The sacred character of the mount is alluded to in the Book of Ezekiel : "And the glory of the Lord went up from the midst of the city, and stood upon the mountain which is on the east side of the city."

"Mount of Corruption"

The biblical designation "Mount of Corruption," "Mount of Ruination" or "Mount of Offense," or in Hebrew Har HaMashchit, derives from the idol worship there, begun by King Solomon building altars to the gods of his Moabite and Ammonite wives on the southern peak, "on the mountain which is before Jerusalem", just outside the limits of the holy city. This site was known for idol worship throughout the First Temple period, until King Josiah finally destroyed "the high places that were before Jerusalem, to the right of Har HaMashchit...".

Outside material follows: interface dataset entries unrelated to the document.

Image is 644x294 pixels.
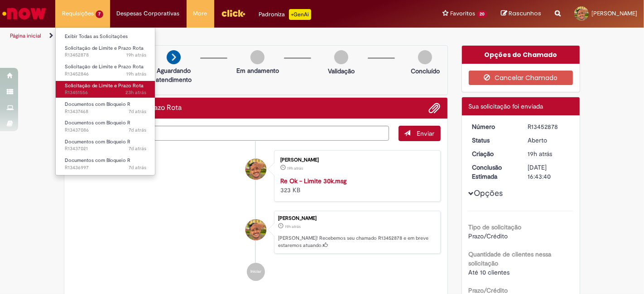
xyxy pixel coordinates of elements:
[466,136,521,145] dt: Status
[62,9,94,18] span: Requisições
[56,137,155,154] a: Aberto R13437021 : Documentos com Bloqueio R
[129,145,146,152] span: 7d atrás
[280,177,346,185] a: Re Ok - Limite 30k.msg
[125,89,146,96] span: 23h atrás
[71,141,441,290] ul: Histórico de tíquete
[246,219,266,240] div: Luis Fernando Oliveira Silva
[56,81,155,98] a: Aberto R13451556 : Solicitação de Limite e Prazo Rota
[221,6,246,20] img: click_logo_yellow_360x200.png
[71,126,389,141] textarea: Digite sua mensagem aqui...
[287,166,303,171] span: 19h atrás
[469,250,552,267] b: Quantidade de clientes nessa solicitação
[129,108,146,115] span: 7d atrás
[528,150,552,158] time: 27/08/2025 14:43:35
[65,127,146,134] span: R13437086
[56,156,155,172] a: Aberto R13436997 : Documentos com Bloqueio R
[126,71,146,77] span: 19h atrás
[56,100,155,116] a: Aberto R13437468 : Documentos com Bloqueio R
[65,157,130,164] span: Documentos com Bloqueio R
[509,9,541,18] span: Rascunhos
[285,224,301,229] time: 27/08/2025 14:43:35
[65,45,144,51] span: Solicitação de Limite e Prazo Rota
[469,268,510,276] span: Até 10 clientes
[65,89,146,96] span: R13451556
[528,122,570,131] div: R13452878
[259,9,311,20] div: Padroniza
[289,9,311,20] p: +GenAi
[65,63,144,70] span: Solicitação de Limite e Prazo Rota
[65,138,130,145] span: Documentos com Bloqueio R
[56,32,155,41] a: Exibir Todas as Solicitações
[528,149,570,158] div: 27/08/2025 14:43:35
[126,71,146,77] time: 27/08/2025 14:38:44
[411,66,440,76] p: Concluído
[287,166,303,171] time: 27/08/2025 14:41:20
[285,224,301,229] span: 19h atrás
[399,126,441,141] button: Enviar
[251,50,264,64] img: img-circle-grey.png
[65,108,146,115] span: R13437468
[129,108,146,115] time: 21/08/2025 16:38:08
[335,50,348,64] img: img-circle-grey.png
[450,9,475,18] span: Favoritos
[466,149,521,158] dt: Criação
[65,51,146,59] span: R13452878
[71,211,441,254] li: Luis Fernando Oliveira Silva
[592,10,637,17] span: [PERSON_NAME]
[117,9,180,18] span: Despesas Corporativas
[65,145,146,152] span: R13437021
[129,127,146,133] span: 7d atrás
[278,216,436,221] div: [PERSON_NAME]
[501,10,541,18] a: Rascunhos
[55,27,155,176] ul: Requisições
[152,66,196,84] p: Aguardando atendimento
[65,164,146,172] span: R13436997
[278,235,436,249] p: [PERSON_NAME]! Recebemos seu chamado R13452878 e em breve estaremos atuando.
[56,43,155,60] a: Aberto R13452878 : Solicitação de Limite e Prazo Rota
[528,136,570,145] div: Aberto
[280,177,431,194] div: 323 KB
[65,119,130,126] span: Documentos com Bloqueio R
[129,164,146,171] time: 21/08/2025 15:26:22
[129,127,146,133] time: 21/08/2025 15:39:02
[237,66,279,75] p: Em andamento
[7,28,422,44] ul: Trilhas de página
[469,71,573,85] button: Cancelar Chamado
[65,101,130,108] span: Documentos com Bloqueio R
[129,145,146,152] time: 21/08/2025 15:29:21
[466,163,521,181] dt: Conclusão Estimada
[469,223,522,231] b: Tipo de solicitação
[10,32,41,39] a: Página inicial
[477,10,487,18] span: 20
[469,102,544,111] span: Sua solicitação foi enviada
[65,82,144,89] span: Solicitação de Limite e Prazo Rota
[126,51,146,58] time: 27/08/2025 14:43:38
[417,129,435,137] span: Enviar
[56,118,155,135] a: Aberto R13437086 : Documentos com Bloqueio R
[56,62,155,79] a: Aberto R13452846 : Solicitação de Limite e Prazo Rota
[328,66,355,76] p: Validação
[167,50,181,64] img: arrow-next.png
[1,5,47,23] img: ServiceNow
[129,164,146,171] span: 7d atrás
[462,46,580,64] div: Opções do Chamado
[246,159,266,180] div: Luis Fernando Oliveira Silva
[65,71,146,78] span: R13452846
[125,89,146,96] time: 27/08/2025 10:39:48
[469,232,508,240] span: Prazo/Crédito
[528,163,570,181] div: [DATE] 16:43:40
[466,122,521,131] dt: Número
[418,50,432,64] img: img-circle-grey.png
[193,9,207,18] span: More
[126,51,146,58] span: 19h atrás
[528,150,552,158] span: 19h atrás
[96,10,103,18] span: 7
[280,157,431,163] div: [PERSON_NAME]
[429,102,441,114] button: Adicionar anexos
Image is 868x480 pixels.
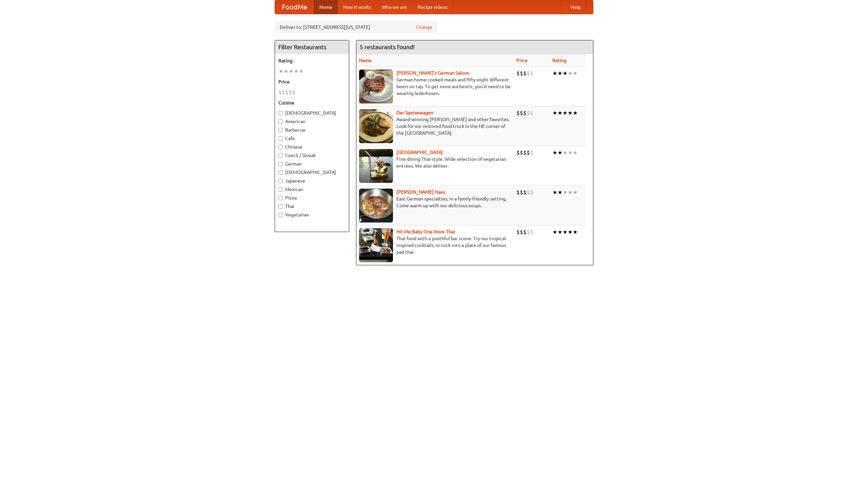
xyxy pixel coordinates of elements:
li: $ [530,109,533,117]
li: ★ [557,109,562,117]
a: Help [565,0,586,14]
img: babythai.jpg [359,228,393,262]
li: ★ [552,69,557,77]
li: $ [523,189,527,196]
li: ★ [568,109,573,117]
li: ★ [568,189,573,196]
li: $ [530,149,533,156]
input: Japanese [279,179,283,183]
li: $ [289,89,292,96]
a: Price [516,57,528,63]
label: Chinese [279,143,345,150]
a: Name [359,57,372,63]
li: $ [527,149,530,156]
li: ★ [568,69,573,77]
label: Mexican [279,186,345,193]
li: $ [516,69,520,77]
p: German home-cooked meals and fifty-eight different beers on tap. To get more authentic, you'd nee... [359,77,511,96]
li: $ [530,228,533,235]
li: ★ [557,149,562,156]
li: ★ [299,67,304,75]
p: Award-winning [PERSON_NAME] and other favorites. Look for our restored food truck in the NE corne... [359,116,511,136]
label: Cafe [279,135,345,142]
div: Deliver to: [STREET_ADDRESS][US_STATE] [274,21,438,33]
li: ★ [289,67,294,75]
li: $ [527,228,530,235]
a: FoodMe [275,0,314,14]
li: ★ [573,109,578,117]
input: Pizza [279,196,283,200]
h5: Price [279,78,345,85]
input: Chinese [279,145,283,149]
h5: Rating [279,57,345,64]
li: ★ [557,69,562,77]
li: ★ [552,228,557,235]
p: Fine dining Thai-style. Wide selection of vegetarian entrées. We also deliver. [359,156,511,169]
li: $ [523,149,527,156]
li: ★ [573,189,578,196]
b: Hit Me Baby One More Thai [396,229,455,234]
li: $ [527,109,530,117]
li: $ [516,228,520,235]
a: Der Speisewagen [396,110,433,116]
input: Barbecue [279,128,283,133]
input: [DEMOGRAPHIC_DATA] [279,111,283,116]
a: How it works [338,0,377,14]
li: ★ [568,149,573,156]
li: ★ [573,149,578,156]
li: ★ [568,228,573,235]
a: [PERSON_NAME] Haus [396,189,445,194]
a: Change [416,23,433,30]
input: American [279,119,283,124]
li: $ [527,69,530,77]
ng-pluralize: 5 restaurants found! [360,44,415,50]
h5: Cuisine [279,99,345,106]
label: Barbecue [279,126,345,133]
li: ★ [557,228,562,235]
li: $ [516,149,520,156]
input: Mexican [279,187,283,191]
input: Czech / Slovak [279,153,283,157]
li: $ [520,228,523,235]
li: $ [516,189,520,196]
p: East German specialties, in a family-friendly setting. Come warm up with our delicious soups. [359,195,511,209]
img: speisewagen.jpg [359,109,393,143]
li: ★ [562,69,568,77]
label: Japanese [279,177,345,184]
li: ★ [294,67,299,75]
li: ★ [279,67,284,75]
li: $ [523,109,527,117]
a: [PERSON_NAME]'s German Saloon [396,70,469,76]
input: [DEMOGRAPHIC_DATA] [279,170,283,174]
p: Thai food with a youthful bar scene. Try our tropical inspired cocktails, or tuck into a plate of... [359,235,511,255]
a: Rating [552,57,567,63]
li: $ [282,89,285,96]
li: ★ [562,228,568,235]
a: Home [314,0,338,14]
label: German [279,160,345,167]
a: [GEOGRAPHIC_DATA] [396,150,443,155]
li: $ [530,69,533,77]
label: [DEMOGRAPHIC_DATA] [279,169,345,176]
li: ★ [284,67,289,75]
input: Cafe [279,136,283,140]
li: $ [530,189,533,196]
img: kohlhaus.jpg [359,189,393,223]
li: ★ [552,189,557,196]
label: Thai [279,203,345,210]
label: Pizza [279,194,345,201]
li: $ [520,189,523,196]
li: ★ [562,109,568,117]
a: Recipe videos [413,0,453,14]
li: $ [523,69,527,77]
li: $ [285,89,289,96]
img: satay.jpg [359,149,393,183]
label: American [279,118,345,125]
li: ★ [573,228,578,235]
li: $ [279,89,282,96]
label: Vegetarian [279,211,345,218]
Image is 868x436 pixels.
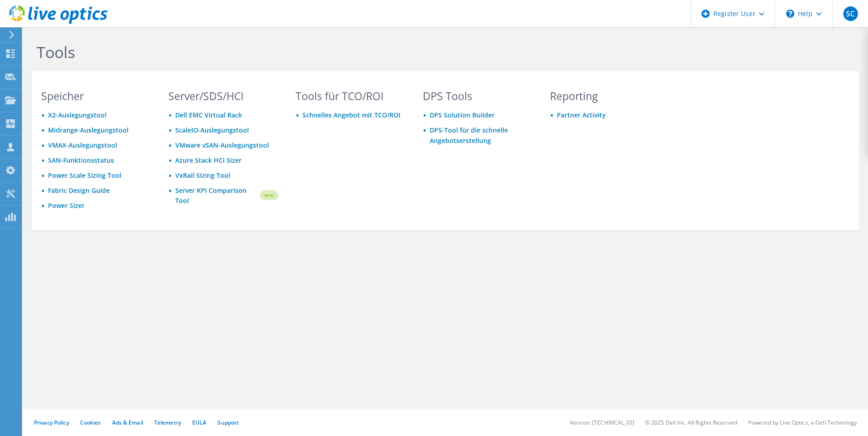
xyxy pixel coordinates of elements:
[48,186,109,195] a: Fabric Design Guide
[429,110,494,119] a: DPS Solution Builder
[175,126,249,135] a: ScaleIO-Auslegungstool
[34,419,69,427] a: Privacy Policy
[175,156,241,165] a: Azure Stack HCI Sizer
[175,171,230,180] a: VxRail Sizing Tool
[259,185,278,206] img: new-badge.svg
[295,91,405,101] h3: Tools für TCO/ROI
[422,91,533,101] h3: DPS Tools
[175,140,269,149] a: VMware vSAN-Auslegungstool
[48,110,107,119] a: X2-Auslegungstool
[41,91,151,101] h3: Speicher
[37,43,654,62] h1: Tools
[192,419,206,427] a: EULA
[429,126,508,145] a: DPS-Tool für die schnelle Angebotserstellung
[169,91,278,101] h3: Server/SDS/HCI
[217,419,238,427] a: Support
[645,419,737,427] li: © 2025 Dell Inc. All Rights Reserved
[302,110,400,119] a: Schnelles Angebot mit TCO/ROI
[175,186,259,205] a: Server KPI Comparison Tool
[112,419,143,427] a: Ads & Email
[48,171,121,180] a: Power Scale Sizing Tool
[748,419,856,427] li: Powered by Live Optics, a Dell Technology
[154,419,181,427] a: Telemetry
[550,91,660,101] h3: Reporting
[48,202,84,210] a: Power Sizer
[48,126,129,135] a: Midrange-Auslegungstool
[786,10,794,17] svg: \n
[557,110,605,119] a: Partner Activity
[843,7,857,21] span: SC
[80,419,101,427] a: Cookies
[48,156,114,165] a: SAN-Funktionsstatus
[175,110,242,119] a: Dell EMC Virtual Rack
[570,419,634,427] li: Version: [TECHNICAL_ID]
[48,140,117,149] a: VMAX-Auslegungstool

Apocalypse, resurrection, and burials

An apocalyptic prophecy in the Book of Zechariah states that YHWH will stand on the Mount of Olives and the mountain will split in two, with one half shifting north and one half shifting south. According to the Masoretic Text, people will flee through this newly formed valley to a place called Azal. The Septuagint has a different reading of Zechariah 14:5 stating that a valley will be blocked up as it was blocked up during the earthquake during King Uzziah's reign. Jewish historian Flavius Josephus mentions in Antiquities of the Jews that the valley in the area of the King's Gardens was blocked up by landslide rubble during Uzziah's earthquake. Israeli geologists Wachs and Levitte identified the remnant of a large landslide on the Mount of Olives directly adjacent to this area. Based on geographic and linguistic evidence, Charles Simon Clermont-Ganneau, a 19th-century linguist and archeologist in Palestine, theorized that the valley directly adjacent to this landslide is Azal. This evidence accords with the LXX reading of Zechariah 14:5, which states that the valley will be blocked up as far as Azal. The valley he identified lies south of both Jerusalem and the Mount of Olives.
Many Jews have wanted to be buried on the Mount of Olives since antiquity, based on the Jewish tradition that when the Messiah comes, the resurrection of the dead will begin there. There are an estimated 150,000 graves on the Mount. Notable rabbis buried on the mount include Chaim ibn Attar and others from the 15th century to the present day. Tradition wrongly identifies Roman-period tombs at the foot of the mount as those of Zechariah and Absalom, and a burial complex of the same period on the upper slope as the Tomb of the Prophets Haggai, Zechariah and Malachi.

New Testament references

The Mount of Olives is frequently mentioned in the New Testament as part of the route from Jerusalem to Bethany and the place where Jesus stood when he wept over Jerusalem.
Jesus is said to have spent time on the mount, teaching and prophesying to his disciples, including the Olivet Discourse, returning after each day to rest, and also coming there on the night of his betrayal. At the foot of the Mount of Olives lies the Garden of Gethsemane. The New Testament tells how Jesus and his disciples sang together – "When they had sung the hymn, they went out to the Mount of Olives" Gospel of Matthew 26:30. Jesus ascended to heaven from the Mount of Olives according to Acts 1:9–12.

Gnostic references

Again, the story of Jesus with his disciples on the Mount of Olives can be found in the Gnostic text Pistis Sophia, dated around the 3rd to 4th century CE.